If it fails, the prevalent American domestic dynamics are that of a US inevitably heading toward confrontation with Russia (and with China).  Too much homework has been invested in this China-Russia rapprochement by the latter, for it to be easily unpicked by reverting to the old Kissinger triangulation doctrine of keeping Russia and China at odds with each other.

In Syria, Putin is forcing the issue, but he is also offering America the way out from inevitable escalation with both Russia and China, in the wake of a new US president being elected on a ‘strongman’ ticket.

And his initiative has given a profound shock to the western the military establishment. Russia had been presumed to lag behind the West in terms of conventional weaponry and its air platforms; that its military was somehow ‘second class’.  But what also has become apparent in Putin’s Syria ‘gesture’ is the revolution that he has wrought in terms of reorganising the armed forces and upgrading weapons since the war in Georgia in 2008. 

As Pepe Escobar has noted:

“The New Great Game in Eurasia advanced in leaps and bounds last week after Russia fired 26 cruise missiles from the Caspian Sea against 11 ISIS/ISIL/Daesh targets across Syria, destroying all of them. These naval strikes were the first known operational use of state-of-the-art SSN-30A Kalibr cruise missiles.

“All it took for the Pentagon was a backward look over the shoulder at the flight path of those Kalibr missiles [flying across Iran and Iraq at less than 100 meters altitude] – capable of striking targets 1,500 km away. Talk about a crisp, clear, succinct message from Moscow to the Pentagon and NATO. Wanna mess with us, boy? With your big, bulging aircraft carriers, maybe? … The Pentagon is apoplectic because this display of Russian technology revealed the end of the American monopoly over long-range cruise missiles. Pentagon analysts were still working under the assumption their range was around 300 kilometers.”

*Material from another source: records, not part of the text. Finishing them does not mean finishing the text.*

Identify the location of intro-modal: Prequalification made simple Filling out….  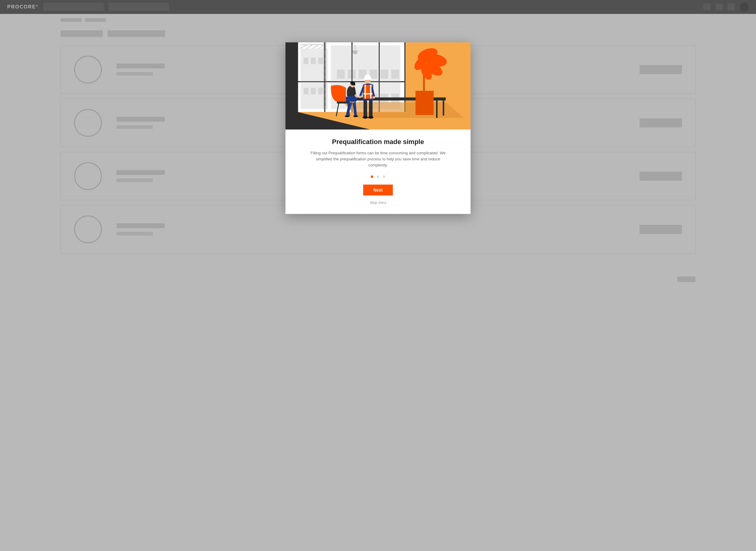
(378, 128).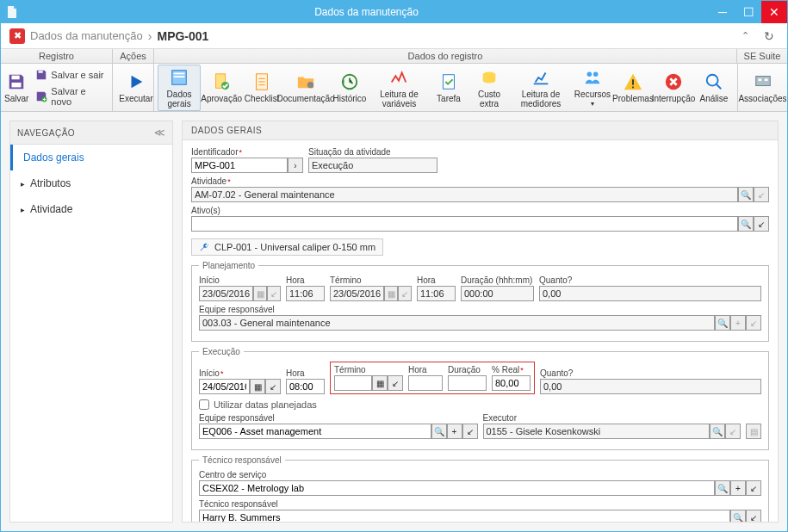 The image size is (788, 532). What do you see at coordinates (512, 383) in the screenshot?
I see `exec-pct-input` at bounding box center [512, 383].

Just be clear, Russia has shown that it has not just caught up, but has possibly overtaken the US in terms of missile technology, and that it has the ability to jam NATO command and control and guidance systems (again on display in Syria). If the 4+1 coalition persists beyond Syria (with China hovering supportively behind), all those US military bases and aircraft carriers surrounding Iran and planned for Eurasia become not only redundant – they become vulnerable hostages.  NATO can no longer even count on automatic air superiority.  No wonder the US has withdrawn its carrier from the Persian Gulf.

Putin’s Syria ‘message’ therefore holds a centrality that goes well beyond the issue of whether some Syrian moderates were, or were not killed, whilst co-operating with An-Nusra (al-Qaida), and the details of any transitional government in Syria.  These are, as it were, the initiative’s microcosm.  The macrocosm is Putin’s repeated invitation to de-conflict with the West – an offer underlined by surprising NATO with Russia showing its sizeable new big stick. This is the ‘wood’ obscured in much of the West by seeing and focusing on only individual ‘trees’ and other details of the Syria situation.  The outcome in Syria will shape many, many things.